First off: did you know people didn't get in to the dress rehearsal Thursday performance? Did you? Because apparently, people/cars/ALL OF DOWNTOWN gets insanely crazy when David Archuleta comes to sing with the Mormon Tabernacle Choir. Portions of streets are blocked off. Your assigned parking lots are nigh inaccessible. And then, inevitably (if you're my sister and me), you find yourself running to the Conference Center in less than ideal shoes. Just sayin'.

On top of that, when a random girl joins you (because she doesn't know where she's going, but clearly you guys do...which, yes, true) and declares David Archuleta to be the cutest li'l thing that ever lived and then looks at you funny when you say that you're really going for the choir...well. I suppose that wasn't surprising. This little youngling has, in fact, established quite the rep since the end of his American Idol days. And during them.

Except. It's not that I wholly disliked this concert, because that would be patently unfair to the choir and to the crazy-awesome dancers. So, right now, for the record. Choir: win. Pioneer theme: win. Richard Merrill--the organist--whose feet are fast like unto lightning!--playing a "Deck the Halls Hoedown" piece: win. Dancers, ballerinas and otherwise: win. (Especially the dancing at the beginning! Holy. Cow.)

David Archuleta? Not so win.

Maybe it's from watching About a Boy a few too many times, but it always seems odd and/or awkward when someone spends a great deal of their own concert time singing with their eyes closed. Secondly, I like his voice okay, but his expression needs some help. To wit, that "cutest li'l kid EVER" only has one arm gesture. I repeat: ONLY ONE ARM GESTURE. A gesture in which he vaguely moves his hand forward as though emphasizing something. And then does it again. And then again.

(He started off doing it with his right arm, but that arm must've gotten tired--because he shifted microphone hands and then started gesturing with his left hand. THE SAME GESTURE. Only left-handed.)

Also, dear lovely little Davey boy, we need to do something about that hair of yours. Something that doesn't look so...special.

I suppose that this much is true: the rendition of Joy to the World was lovely. The Spanish carol that he sang equally so. Would that he would not have done any of the following: strayed away from what the teleprompter on the back wall was telling him to say (yep, we could see it from where we sat); attempted any gestures at all (seriously--you know who gestured well?--Brian Stokes Mitchell, when he came a couple of years ago); frilled Christmas carols up with arduously and frankly unpretty pop-music runs.

And I (and my sister) really, really wish he wouldn't have doubled over in the middle of Silent Night. You know when you should double up? When you have the flu and you're about to be sick. Or when someone has just punched you in the gut.

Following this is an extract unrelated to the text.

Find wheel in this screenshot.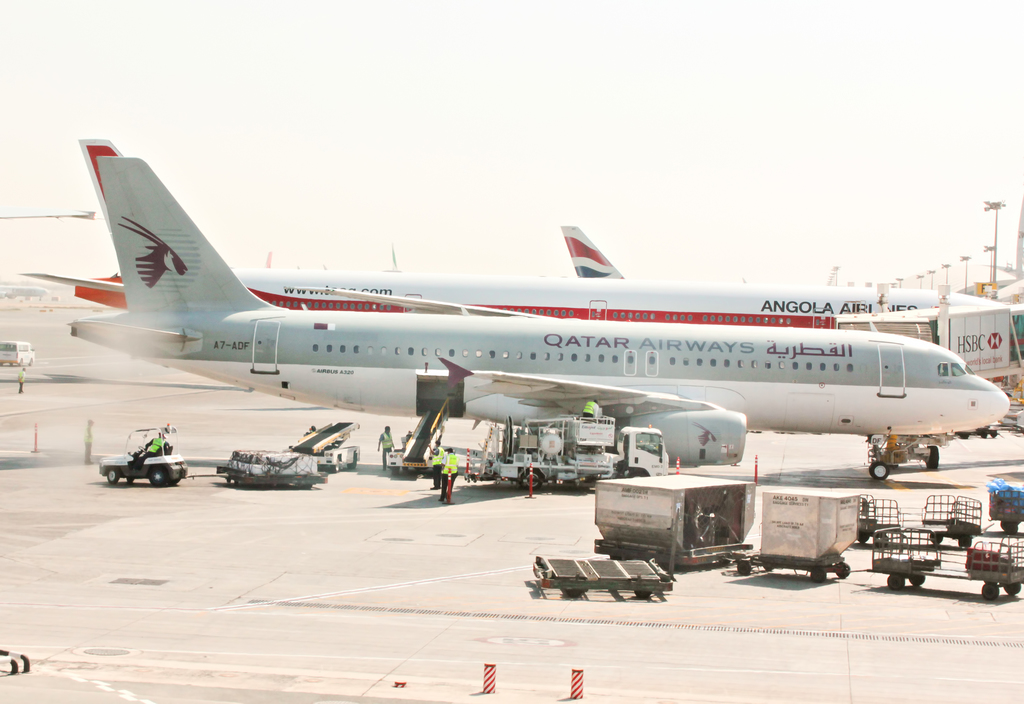
The bounding box for wheel is box=[979, 581, 999, 603].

For the record, the other special guest, Michael York, did a wonderful job with his story parts of the choir. Luke 2 was particularly lovely. But not lovely enough, I fear, to keep Megan and me from mercilessly mocking bits of Archie's singing on the way home.

Also: I'm sure that David Archuleta is a nice human. Unfortunately, I'm equally sure that I would never actually pay money to hear him sing.